Re: Automatically exiting a file within a block
by stevieb (Canon) on Jun 23, 2019 at 18:26 UTC

    If you open a file in a block, Perl will close it automatically when the scope of the block finishes:

    use warnings; use strict; { open my $fh, '<', 'a.txt' or die $!; # do stuff with file handle } # file handle is closed here # in fact, the $fh isn't even accessible here at all

    The block can be a bare block like I've shown, or it could be within a function, loop etc. Essentially, all file handles within any scope will automatically close themselves when the scope they're in finishes. If it's in file scope, it'll close itself when the program exits.

      I don't know if that's the case of Python, but C# uses a structure like the OP presented because it ensures timely destruction of the object.

      This isn't needed in Perl because Perl's garbage collector ensures that objects are destroyed as soon as they are no longer referenced. (Well, before the start of the next statement after the one in which they cease being referenced, anyway.)

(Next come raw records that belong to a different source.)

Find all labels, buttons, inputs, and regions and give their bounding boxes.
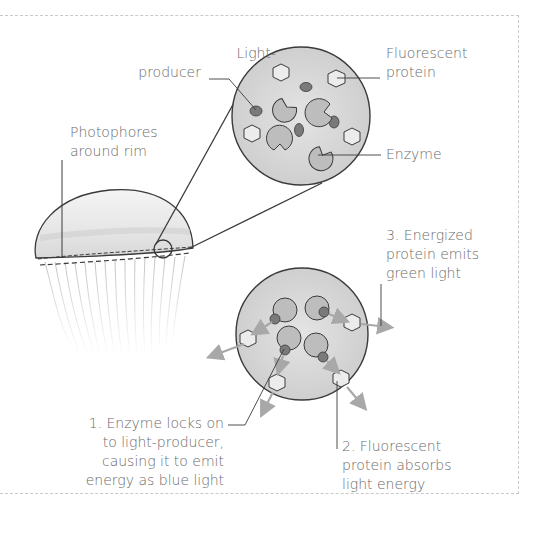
- label-line: to light-producer,: [40, 433, 224, 452]
- label-line: 2. Fluorescent: [342, 437, 451, 456]
- label-line: Fluorescent: [386, 44, 467, 63]
- label-step-3: 3. Energized protein emits green light: [386, 226, 479, 283]
- label-line: green light: [386, 264, 479, 283]
- label-line: Light-: [198, 44, 276, 63]
- label-line: producer: [123, 63, 201, 82]
- label-line: light energy: [342, 475, 451, 494]
- jellyfish-tentacles: [45, 256, 185, 355]
- label-line: protein absorbs: [342, 456, 451, 475]
- label-line: Photophores: [70, 123, 158, 142]
- label-step-1: 1. Enzyme locks on to light-producer, ca…: [40, 414, 224, 490]
- label-line: causing it to emit: [40, 452, 224, 471]
- label-line: 3. Energized: [386, 226, 479, 245]
- label-line: energy as blue light: [40, 471, 224, 490]
- label-light-producer: Light- producer: [198, 44, 276, 82]
- label-fluorescent-protein: Fluorescent protein: [386, 44, 467, 82]
- label-photophores: Photophores around rim: [70, 123, 158, 161]
- label-enzyme: Enzyme: [386, 145, 442, 164]
- bottom-magnified-disc: [212, 268, 388, 449]
- label-step-2: 2. Fluorescent protein absorbs light ene…: [342, 437, 451, 494]
- label-line: protein emits: [386, 245, 479, 264]
- label-line: around rim: [70, 142, 158, 161]
- label-line: protein: [386, 63, 467, 82]
- label-line: 1. Enzyme locks on: [40, 414, 224, 433]
- label-line: Enzyme: [386, 145, 442, 164]
- jellyfish-bell: [35, 190, 193, 265]
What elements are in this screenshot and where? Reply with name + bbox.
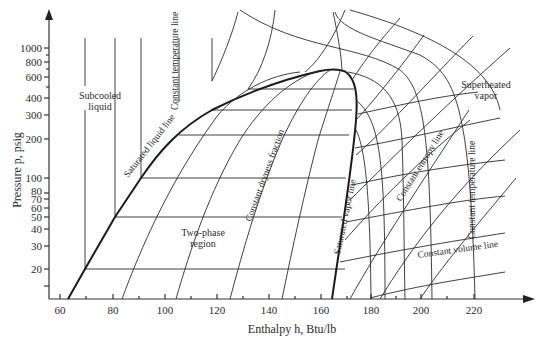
- y-tick-20: 20: [31, 263, 43, 275]
- const-temp-right-label: Constant temperature line: [467, 141, 477, 239]
- ph-diagram: 1000 800 600 400 300 200 100 80 70 60 50…: [0, 0, 537, 343]
- x-tick-220: 220: [466, 304, 483, 316]
- y-tick-30: 30: [31, 240, 43, 252]
- x-tick-80: 80: [108, 304, 120, 316]
- superheated-label-line1: Superheated: [461, 79, 510, 90]
- region-labels: Subcooled liquid Two-phase region Superh…: [79, 79, 511, 249]
- y-tick-50: 50: [31, 211, 43, 223]
- superheat-isotherms: [240, 10, 500, 299]
- x-axis-label: Enthalpy h, Btu/lb: [248, 322, 336, 336]
- x-tick-labels: 60 80 100 120 140 160 180 200 220: [55, 304, 483, 316]
- y-tick-40: 40: [31, 223, 43, 235]
- y-tick-800: 800: [26, 56, 43, 68]
- superheated-label-line2: vapor: [475, 90, 498, 101]
- x-tick-100: 100: [157, 304, 174, 316]
- x-tick-140: 140: [261, 304, 278, 316]
- x-tick-180: 180: [363, 304, 380, 316]
- y-ticks: [44, 48, 49, 286]
- const-volume-label: Constant volume line: [417, 239, 499, 260]
- two-phase-label-line2: region: [190, 238, 216, 249]
- line-labels: Constant temperature line Saturated liqu…: [122, 12, 499, 260]
- y-tick-600: 600: [26, 71, 43, 83]
- two-phase-label-line1: Two-phase: [181, 227, 225, 238]
- y-tick-400: 400: [26, 92, 43, 104]
- x-tick-200: 200: [413, 304, 430, 316]
- y-tick-1000: 1000: [20, 42, 43, 54]
- subcooled-label-line1: Subcooled: [79, 90, 121, 101]
- y-tick-100: 100: [26, 172, 43, 184]
- sat-liquid-label: Saturated liquid line: [122, 112, 177, 179]
- y-axis-label: Pressure p, psig: [10, 132, 24, 208]
- x-tick-160: 160: [313, 304, 330, 316]
- y-tick-300: 300: [26, 109, 43, 121]
- dryness-lines: [122, 70, 340, 299]
- const-dryness-label: Constant dryness fraction: [243, 128, 286, 223]
- x-tick-60: 60: [55, 304, 67, 316]
- x-axis-arrow-icon: [523, 295, 535, 303]
- x-tick-120: 120: [209, 304, 226, 316]
- subcooled-label-line2: liquid: [88, 101, 111, 112]
- const-temp-left-label: Constant temperature line: [170, 12, 180, 110]
- y-tick-200: 200: [26, 133, 43, 145]
- volume-lines: [340, 92, 505, 298]
- y-axis-arrow-icon: [45, 9, 53, 20]
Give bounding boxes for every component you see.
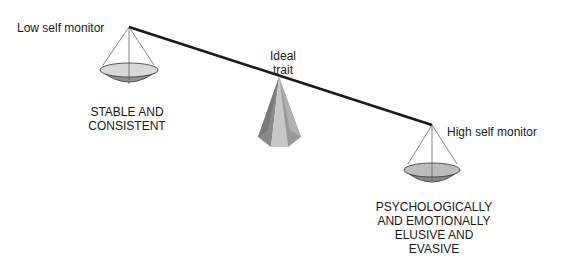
right-description-line-1: PSYCHOLOGICALLY (366, 200, 502, 214)
right-pan (404, 163, 460, 182)
left-description-line-2: CONSISTENT (77, 119, 177, 133)
left-description-line-1: STABLE AND (77, 105, 177, 119)
ideal-trait-line-1: Ideal (263, 49, 303, 63)
right-description-line-3: ELUSIVE AND (366, 228, 502, 242)
high-self-monitor-label: High self monitor (447, 125, 537, 139)
ideal-trait-line-2: trait (263, 63, 303, 77)
low-self-monitor-label: Low self monitor (17, 21, 104, 35)
left-description: STABLE AND CONSISTENT (77, 105, 177, 133)
right-description-line-2: AND EMOTIONALLY (366, 214, 502, 228)
ideal-trait-label: Ideal trait (263, 49, 303, 77)
left-pan (100, 63, 158, 82)
right-description: PSYCHOLOGICALLY AND EMOTIONALLY ELUSIVE … (366, 200, 502, 256)
fulcrum-pyramid (258, 77, 301, 147)
right-description-line-4: EVASIVE (366, 242, 502, 256)
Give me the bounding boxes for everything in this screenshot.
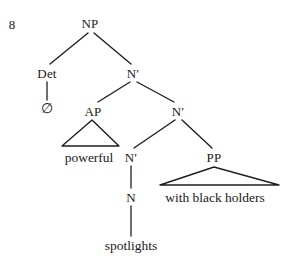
node-n-head: N: [126, 191, 136, 204]
example-number: 8: [9, 18, 16, 31]
edge-nbar-mid-to-nbar-low: [134, 120, 175, 148]
node-det: Det: [37, 67, 56, 80]
tree-edges-svg: [0, 0, 286, 274]
terminal-null-determiner: ∅: [41, 102, 53, 116]
node-nbar-mid: N′: [172, 105, 185, 118]
syntax-tree-figure: 8 NP Det N′ ∅ AP N′ powerful N′ PP N wit…: [0, 0, 286, 274]
pp-triangle: [160, 167, 279, 185]
edge-nbar-mid-to-pp: [182, 120, 212, 148]
edge-np-to-nbar-top: [94, 33, 131, 64]
ap-triangle: [62, 120, 119, 146]
node-np: NP: [81, 17, 98, 30]
terminal-spotlights: spotlights: [105, 239, 158, 253]
node-pp: PP: [207, 151, 222, 164]
node-ap: AP: [84, 105, 101, 118]
node-nbar-top: N′: [127, 67, 140, 80]
node-nbar-low: N′: [125, 151, 138, 164]
edge-np-to-det: [50, 33, 88, 64]
edge-nbar-top-to-nbar-mid: [137, 82, 174, 102]
edge-nbar-top-to-ap: [98, 82, 130, 102]
terminal-powerful: powerful: [65, 151, 114, 165]
terminal-with-black-holders: with black holders: [165, 191, 265, 205]
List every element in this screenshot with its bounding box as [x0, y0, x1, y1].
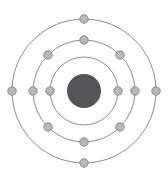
electron	[80, 15, 88, 23]
electron	[8, 87, 16, 95]
electron	[152, 87, 160, 95]
electron	[116, 123, 124, 131]
electron	[131, 87, 139, 95]
electron	[80, 138, 88, 146]
nucleus-group	[67, 74, 101, 108]
electron	[80, 36, 88, 44]
electron	[80, 159, 88, 167]
electron	[44, 51, 52, 59]
electron	[114, 87, 122, 95]
electron	[29, 87, 37, 95]
atom-canvas	[0, 0, 168, 182]
electron	[46, 87, 54, 95]
electron	[116, 51, 124, 59]
bohr-atom-diagram	[0, 0, 168, 182]
electron	[44, 123, 52, 131]
nucleus	[67, 74, 101, 108]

      While this leads to simpler code in Perl, the C# (and maybe Python) approach is faster and can handle references cycles.

Re: Automatically exiting a file within a block
by haukex (Archbishop) on Jun 23, 2019 at 19:52 UTC

    As the others have said, lexical filehandles are closed automatically when they go out of scope. This does not apply to bareword filehandles such as open FILE, ..., these are essentially globals. Note that you can arrange to have other code executed at the end of the current lexical scope via the End module, although I haven't seen much code in the wild actually doing so.

      This is of course still not quite what Python's context managers provide, although sufficient in the given, parochial case. In Python, and even though presented as "idiomatic" in pretty much every entry level tut, I'm hardly ever using it in cases like these, in part for the reasons mentioned. Very different from, say, the scope guards in D, where you use them all the time, if for no other reason than this being idiomatic there. That said, context managers in Python, to be fair, are a different kind of animal as they don't just have an exit method, but an enter method too, and those can be user-defined, so you can further generalize and do all kinds of things, like checking about resources beforehand, or providing some specific setup, etc. Perl's End, whether the ordinary scriptwide form or the mentioned extension, satisfies the latter, not the former, that would be sub-level "BEGIN". There is Wrap::Sub, for instance, that might be more of a Perl equivalent. Don't think it's particularly common either, however. It's just not how you write Perl, usually.